── DATA

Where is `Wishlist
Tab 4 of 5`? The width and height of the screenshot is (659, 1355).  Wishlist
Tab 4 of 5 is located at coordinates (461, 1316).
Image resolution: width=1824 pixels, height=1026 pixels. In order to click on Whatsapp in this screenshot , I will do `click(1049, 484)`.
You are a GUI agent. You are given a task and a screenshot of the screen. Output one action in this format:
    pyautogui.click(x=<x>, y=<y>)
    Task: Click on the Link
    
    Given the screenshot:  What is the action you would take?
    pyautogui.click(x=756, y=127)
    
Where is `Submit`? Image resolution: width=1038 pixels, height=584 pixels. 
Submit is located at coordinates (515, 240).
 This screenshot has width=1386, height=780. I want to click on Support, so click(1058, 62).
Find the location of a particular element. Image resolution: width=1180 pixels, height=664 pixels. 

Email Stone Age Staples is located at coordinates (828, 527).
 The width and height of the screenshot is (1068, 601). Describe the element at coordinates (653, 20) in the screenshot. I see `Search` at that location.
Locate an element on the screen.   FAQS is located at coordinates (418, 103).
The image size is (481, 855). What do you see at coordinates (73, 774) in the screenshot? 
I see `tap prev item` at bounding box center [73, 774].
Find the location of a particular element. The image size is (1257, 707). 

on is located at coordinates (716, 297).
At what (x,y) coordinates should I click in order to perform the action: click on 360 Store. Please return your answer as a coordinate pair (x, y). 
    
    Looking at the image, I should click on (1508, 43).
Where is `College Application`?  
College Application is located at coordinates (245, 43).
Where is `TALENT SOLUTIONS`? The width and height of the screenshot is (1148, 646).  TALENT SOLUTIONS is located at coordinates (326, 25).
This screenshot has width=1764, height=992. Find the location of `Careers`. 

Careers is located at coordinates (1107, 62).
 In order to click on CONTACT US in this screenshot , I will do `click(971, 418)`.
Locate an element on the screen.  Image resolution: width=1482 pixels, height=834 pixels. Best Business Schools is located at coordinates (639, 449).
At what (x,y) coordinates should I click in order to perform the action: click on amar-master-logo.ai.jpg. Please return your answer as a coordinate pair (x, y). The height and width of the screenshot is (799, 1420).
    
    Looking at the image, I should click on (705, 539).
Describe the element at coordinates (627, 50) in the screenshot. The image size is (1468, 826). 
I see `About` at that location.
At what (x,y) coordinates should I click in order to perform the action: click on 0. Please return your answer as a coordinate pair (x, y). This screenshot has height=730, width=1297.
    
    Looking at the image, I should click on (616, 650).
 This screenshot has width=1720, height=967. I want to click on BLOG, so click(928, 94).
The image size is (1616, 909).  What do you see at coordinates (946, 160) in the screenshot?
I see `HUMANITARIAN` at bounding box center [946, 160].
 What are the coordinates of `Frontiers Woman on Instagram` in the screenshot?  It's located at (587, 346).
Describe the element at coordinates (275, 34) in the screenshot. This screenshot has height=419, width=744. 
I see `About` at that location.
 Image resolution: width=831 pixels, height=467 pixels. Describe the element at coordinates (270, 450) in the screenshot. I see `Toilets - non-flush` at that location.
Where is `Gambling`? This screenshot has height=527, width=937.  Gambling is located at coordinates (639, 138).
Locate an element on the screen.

────

* [TASK INSTRUCTIONS]
The entries above need to be transcribed with no differences at all.

* [RESPONSE TO THE EXERCISE]
Where is `Wishlist
Tab 4 of 5`? The width and height of the screenshot is (659, 1355).  Wishlist
Tab 4 of 5 is located at coordinates (461, 1316).
Image resolution: width=1824 pixels, height=1026 pixels. In order to click on Whatsapp in this screenshot , I will do `click(1049, 484)`.
You are a GUI agent. You are given a task and a screenshot of the screen. Output one action in this format:
    pyautogui.click(x=<x>, y=<y>)
    Task: Click on the Link
    
    Given the screenshot:  What is the action you would take?
    pyautogui.click(x=756, y=127)
    
Where is `Submit`? Image resolution: width=1038 pixels, height=584 pixels. 
Submit is located at coordinates (515, 240).
 This screenshot has width=1386, height=780. I want to click on Support, so click(1058, 62).
Find the location of a particular element. Image resolution: width=1180 pixels, height=664 pixels. 

Email Stone Age Staples is located at coordinates (828, 527).
 The width and height of the screenshot is (1068, 601). Describe the element at coordinates (653, 20) in the screenshot. I see `Search` at that location.
Locate an element on the screen.   FAQS is located at coordinates (418, 103).
The image size is (481, 855). What do you see at coordinates (73, 774) in the screenshot? 
I see `tap prev item` at bounding box center [73, 774].
Find the location of a particular element. The image size is (1257, 707). 

on is located at coordinates (716, 297).
At what (x,y) coordinates should I click in order to perform the action: click on 360 Store. Please return your answer as a coordinate pair (x, y). 
    
    Looking at the image, I should click on (1508, 43).
Where is `College Application`?  
College Application is located at coordinates (245, 43).
Where is `TALENT SOLUTIONS`? The width and height of the screenshot is (1148, 646).  TALENT SOLUTIONS is located at coordinates (326, 25).
This screenshot has width=1764, height=992. Find the location of `Careers`. 

Careers is located at coordinates (1107, 62).
 In order to click on CONTACT US in this screenshot , I will do `click(971, 418)`.
Locate an element on the screen.  Image resolution: width=1482 pixels, height=834 pixels. Best Business Schools is located at coordinates (639, 449).
At what (x,y) coordinates should I click in order to perform the action: click on amar-master-logo.ai.jpg. Please return your answer as a coordinate pair (x, y). The height and width of the screenshot is (799, 1420).
    
    Looking at the image, I should click on (705, 539).
Describe the element at coordinates (627, 50) in the screenshot. The image size is (1468, 826). 
I see `About` at that location.
At what (x,y) coordinates should I click in order to perform the action: click on 0. Please return your answer as a coordinate pair (x, y). This screenshot has height=730, width=1297.
    
    Looking at the image, I should click on (616, 650).
 This screenshot has width=1720, height=967. I want to click on BLOG, so click(928, 94).
The image size is (1616, 909).  What do you see at coordinates (946, 160) in the screenshot?
I see `HUMANITARIAN` at bounding box center [946, 160].
 What are the coordinates of `Frontiers Woman on Instagram` in the screenshot?  It's located at (587, 346).
Describe the element at coordinates (275, 34) in the screenshot. This screenshot has height=419, width=744. 
I see `About` at that location.
 Image resolution: width=831 pixels, height=467 pixels. Describe the element at coordinates (270, 450) in the screenshot. I see `Toilets - non-flush` at that location.
Where is `Gambling`? This screenshot has height=527, width=937.  Gambling is located at coordinates (639, 138).
Locate an element on the screen.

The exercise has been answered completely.